Abstract

In his 1937 essay "On Practice (Shijian lun)", Mao Zedong argues for a distinctively Chinese model of communism that merges practise with theory, combining objective experience and subjective knowledge into a coherent dialectical process of praxis. This was, at the time, a radical idea within the Chinese Communist Party (CCP) and the global communist movement dominated by Stalinism at its heyday. But it became institutionalized as a guiding principle of CCP, the ruling party of the People’s Republic of China (PRC) since 1949, which has led, among other things, to the establishment of one of the world’s most important computing industries since the 1950s. This article interrogates the idea of “radical praxis” and applies it to the Chinese contexts of the 1950s–2000s in developing a holistic, emic understanding of the computing industry from the Maoist to the Post-Mao era. As such, we aim at reconstructing plural histories of Chinese technology that are longer, less deterministic, and more imaginative than mainstream accounts that would begin, almost always, with Deng Xiaoping’s marketization reforms. Longer, because we trace the radical praxis of Chinese computing back to the 1950s with remarkable continuity. Less deterministic, because it has multiple trajectories full of unforeseeable twists and turns. More imaginative, because praxis is as much about knowing, theorization, and subjectivities as it is about doing, implementation, and embodied struggle. Drawing from policy documents, news archives, memoirs of key CCP leaders as well as secondary materials in both Chinese and English, this article reveals and discusses hidden stories of Maoist radical praxis.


* **ACTIVITY**
Repeat every entry word for word; omit all pictures.

Dataset rows describing interfaces:
= = = =

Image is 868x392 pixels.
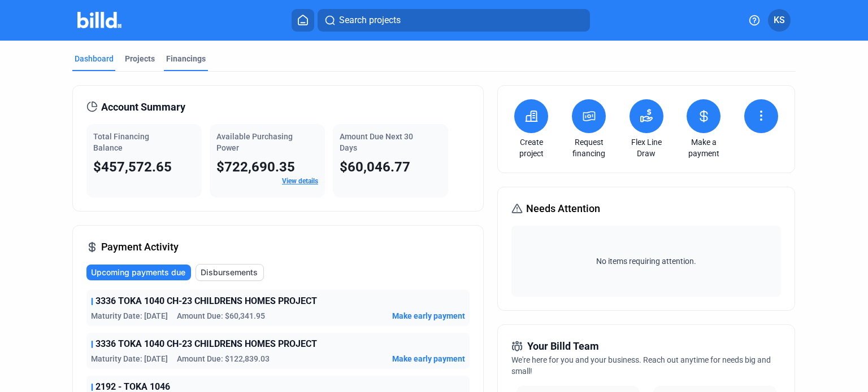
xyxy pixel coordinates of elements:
a: Make a payment [683,137,723,159]
div: Dashboard [74,53,113,65]
button: Search projects [318,9,590,31]
span: No items requiring attention. [516,256,776,267]
a: Request financing [569,137,608,159]
div: Projects [125,53,155,65]
span: $60,046.77 [340,159,410,175]
span: Upcoming payments due [91,267,186,279]
span: Disbursements [201,267,258,279]
span: Maturity Date: [DATE] [91,354,168,364]
button: Upcoming payments due [87,265,191,281]
span: 3336 TOKA 1040 CH-23 CHILDRENS HOMES PROJECT [95,338,317,351]
span: Account Summary [101,99,186,115]
div: Financings [166,53,206,65]
span: Amount Due: $122,839.03 [177,354,269,364]
span: Maturity Date: [DATE] [91,310,168,322]
span: Amount Due: $60,341.95 [177,310,265,322]
span: We're here for you and your business. Reach out anytime for needs big and small! [511,356,770,376]
a: View details [282,177,318,186]
span: Amount Due Next 30 Days [340,132,413,152]
span: Payment Activity [101,240,179,255]
span: Your Billd Team [527,339,599,355]
span: 3336 TOKA 1040 CH-23 CHILDRENS HOMES PROJECT [95,295,317,308]
span: Needs Attention [526,201,600,217]
span: KS [773,13,784,27]
a: Flex Line Draw [626,137,666,159]
span: Available Purchasing Power [216,132,292,152]
button: KS [768,9,790,31]
span: $722,690.35 [216,159,295,175]
a: Create project [511,137,551,159]
img: Billd Company Logo [77,11,122,29]
button: Disbursements [195,265,264,282]
button: Make early payment [392,310,464,322]
span: Search projects [339,13,401,27]
button: Make early payment [392,354,464,364]
span: $457,572.65 [93,159,171,175]
span: Total Financing Balance [93,132,149,152]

= = = =

* **TASK RESULT**
Image is 868x392 pixels.
xyxy pixel coordinates of elements:
a: Make a payment [683,137,723,159]
div: Dashboard [74,53,113,65]
button: Search projects [318,9,590,31]
span: No items requiring attention. [516,256,776,267]
a: Request financing [569,137,608,159]
div: Projects [125,53,155,65]
span: $60,046.77 [340,159,410,175]
span: Upcoming payments due [91,267,186,279]
span: Disbursements [201,267,258,279]
span: Maturity Date: [DATE] [91,354,168,364]
button: Upcoming payments due [87,265,191,281]
span: 3336 TOKA 1040 CH-23 CHILDRENS HOMES PROJECT [95,338,317,351]
span: Account Summary [101,99,186,115]
div: Financings [166,53,206,65]
span: Amount Due: $122,839.03 [177,354,269,364]
span: Maturity Date: [DATE] [91,310,168,322]
span: Amount Due: $60,341.95 [177,310,265,322]
span: We're here for you and your business. Reach out anytime for needs big and small! [511,356,770,376]
a: View details [282,177,318,186]
span: Amount Due Next 30 Days [340,132,413,152]
span: Payment Activity [101,240,179,255]
span: Your Billd Team [527,339,599,355]
span: 3336 TOKA 1040 CH-23 CHILDRENS HOMES PROJECT [95,295,317,308]
span: Needs Attention [526,201,600,217]
span: KS [773,13,784,27]
a: Flex Line Draw [626,137,666,159]
span: Available Purchasing Power [216,132,292,152]
button: KS [768,9,790,31]
span: $722,690.35 [216,159,295,175]
a: Create project [511,137,551,159]
img: Billd Company Logo [77,11,122,29]
button: Disbursements [195,265,264,282]
button: Make early payment [392,310,464,322]
span: Search projects [339,13,401,27]
button: Make early payment [392,354,464,364]
span: $457,572.65 [93,159,171,175]
span: Total Financing Balance [93,132,149,152]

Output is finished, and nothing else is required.